Stories tagged with "wind generated electricity"

Will Residential Power Systems Disrupt the Grid?

This is a guest post by Steve Piper. Steve has a M. S. in Public Management and has been a consultant in the utilities business (primarily electricity) for the last 20 years.

A couple of months ago, posters on The Oil Drum raised the question of whether installing large amounts of grid-connected power at the residential level (solar panels, small wind turbines, and the like) would disrupt the grid.

There is a standard (IEEE 1547) covering safe interconnection of small power facilities to the grid. Comparing the amount of increase likely in solar panels and in residential wind turbines with the allowances for disruptions of various types in standard IEEE 1547, it appears that the adding these devices should not be unduly disruptive. The only exception might be in areas with unusually high grid penetrations of these auxiliary devices.

Some Cautionary Thoughts about Wind

This story has been edited to make it clearer that the analysis relates to US wind rather than European wind and to clarify the problem with excess generation at night. I also added an Item 10.

I think we think we know more about wind-power than we do. These are a few things that I have recently discovered about wind that make me think that plunging headlong into electricity is not necessarily a good idea. At this point, we don't seem to have a plan that does much more than address wind turbines themselves.

I should make it clear that this discussion relates to US wind power, not European wind power. Many of the issues directly or indirectly relate to the fact the US is facing a multi-faceted problem--lack of wind turbines, needed grid upgrades, and lack of electrical storage. In a time of financial problems, the price of such a big change makes it difficult to tackle all these problems on the necessary scale at once. If we only add wind turbines, and make minimal upgrades in storage and transmission, the change is still likely to still be expensive and will likely leave us with the need for large subsidies. Without extensive grid upgrades and electrical storage changes, wind generated electricity will continue to play only a supporting role, acting mostly as a fuel substitute.

Europe has been dealing with this issue longer and has better addressed the wind transmission and storage issue, so it is in better shape in this regard. Jerome Guillet has prepared a write-up focusing more on the European perspective.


> _What needs to be done_
Look for the string "force" in the data below, and copy each line that holds it.

((

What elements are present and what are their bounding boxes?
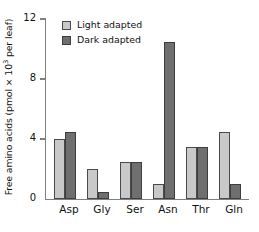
legend-item-light-adapted: Light adapted [62, 19, 142, 31]
plot-area [45, 19, 249, 199]
bar-group-gln [213, 19, 246, 199]
y-axis-ticks: 12 8 4 0 [0, 0, 45, 232]
legend-swatch-dark-icon [62, 36, 71, 45]
bar-group-gly [81, 19, 114, 199]
bar-gln-dark-adapted [230, 184, 241, 199]
x-axis-line [45, 199, 249, 200]
y-tick-label-0: 0 [12, 193, 36, 203]
x-label-gln: Gln [213, 203, 255, 216]
bar-group-asn [147, 19, 180, 199]
bar-thr-light-adapted [186, 147, 197, 200]
y-tick-label-12-wrap: 12 [10, 13, 36, 23]
bar-group-asp [48, 19, 81, 199]
y-tick-label-0-wrap: 0 [10, 193, 36, 203]
legend: Light adapted Dark adapted [62, 19, 142, 46]
bar-gly-light-adapted [87, 169, 98, 199]
bar-gln-light-adapted [219, 132, 230, 200]
bar-asp-light-adapted [54, 139, 65, 199]
bar-thr-dark-adapted [197, 147, 208, 200]
bar-chart: Free amino acids (pmol × 103 per leaf) 1… [0, 0, 259, 232]
bar-gly-dark-adapted [98, 192, 109, 200]
bar-asp-dark-adapted [65, 132, 76, 200]
y-tick-label-12: 12 [12, 13, 36, 23]
legend-label-light-adapted: Light adapted [77, 19, 142, 31]
bar-asn-light-adapted [153, 184, 164, 199]
bar-group-ser [114, 19, 147, 199]
y-tick-label-4: 4 [12, 133, 36, 143]
bar-asn-dark-adapted [164, 42, 175, 200]
bar-ser-light-adapted [120, 162, 131, 200]
y-tick-label-8: 8 [12, 73, 36, 83]
legend-label-dark-adapted: Dark adapted [77, 34, 141, 46]
bar-group-thr [180, 19, 213, 199]
y-tick-label-4-wrap: 4 [10, 133, 36, 143]
bar-ser-dark-adapted [131, 162, 142, 200]
legend-swatch-light-icon [62, 21, 71, 30]
y-tick-label-8-wrap: 8 [10, 73, 36, 83]
legend-item-dark-adapted: Dark adapted [62, 34, 142, 46]
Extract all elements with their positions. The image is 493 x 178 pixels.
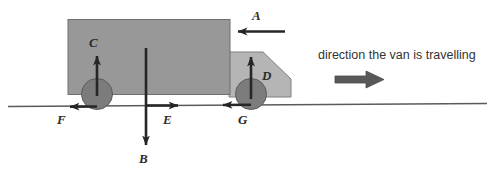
van-graphic [68, 20, 291, 110]
force-label-a: A [251, 8, 261, 23]
force-label-g: G [238, 112, 248, 127]
force-arrow-a: A [238, 8, 285, 32]
force-label-b: B [138, 151, 148, 166]
direction-caption: direction the van is travelling [318, 48, 476, 88]
force-diagram-svg: A C D B E F G [0, 0, 493, 178]
force-diagram-canvas: A C D B E F G [0, 0, 493, 178]
force-label-f: F [56, 112, 66, 127]
force-arrow-e: E [146, 106, 178, 128]
force-arrow-f: F [56, 107, 97, 128]
caption-label: direction the van is travelling [318, 48, 476, 62]
force-label-e: E [162, 112, 172, 127]
force-label-d: D [261, 68, 272, 83]
right-arrow-icon [335, 71, 384, 88]
force-label-c: C [89, 35, 98, 50]
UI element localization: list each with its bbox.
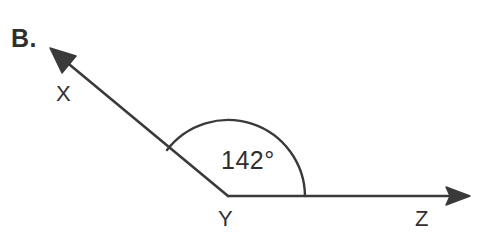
angle-diagram-svg xyxy=(0,0,483,249)
part-label: B. xyxy=(11,24,37,53)
angle-measure-label: 142° xyxy=(221,146,275,175)
diagram-canvas: B. X 142° Y Z xyxy=(0,0,483,249)
ray-yz xyxy=(228,187,470,205)
ray-yz-arrowhead xyxy=(446,187,470,205)
point-label-z: Z xyxy=(415,206,428,232)
ray-yx xyxy=(50,48,228,196)
point-label-y: Y xyxy=(218,206,233,232)
ray-yx-arrowhead xyxy=(50,48,76,73)
ray-yx-line xyxy=(64,60,228,196)
point-label-x: X xyxy=(56,81,71,107)
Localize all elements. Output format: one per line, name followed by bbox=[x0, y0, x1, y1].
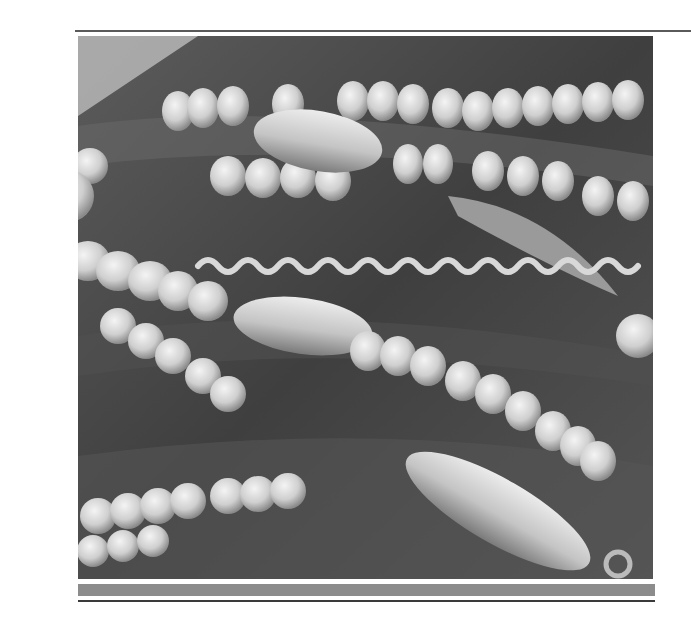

))

> _Written solution_
force-label-a: A [251, 8, 261, 23]
force-label-g: G [238, 112, 248, 127]
force-arrow-a: A [238, 8, 285, 32]
force-label-b: B [138, 151, 148, 166]
force-diagram-svg: A C D B E F G [0, 0, 493, 178]
force-diagram-canvas: A C D B E F G [0, 0, 493, 178]
force-label-f: F [56, 112, 66, 127]
force-arrow-e: E [146, 106, 178, 128]
force-arrow-f: F [56, 107, 97, 128]
force-label-e: E [162, 112, 172, 127]
force-label-d: D [261, 68, 272, 83]
force-label-c: C [89, 35, 98, 50]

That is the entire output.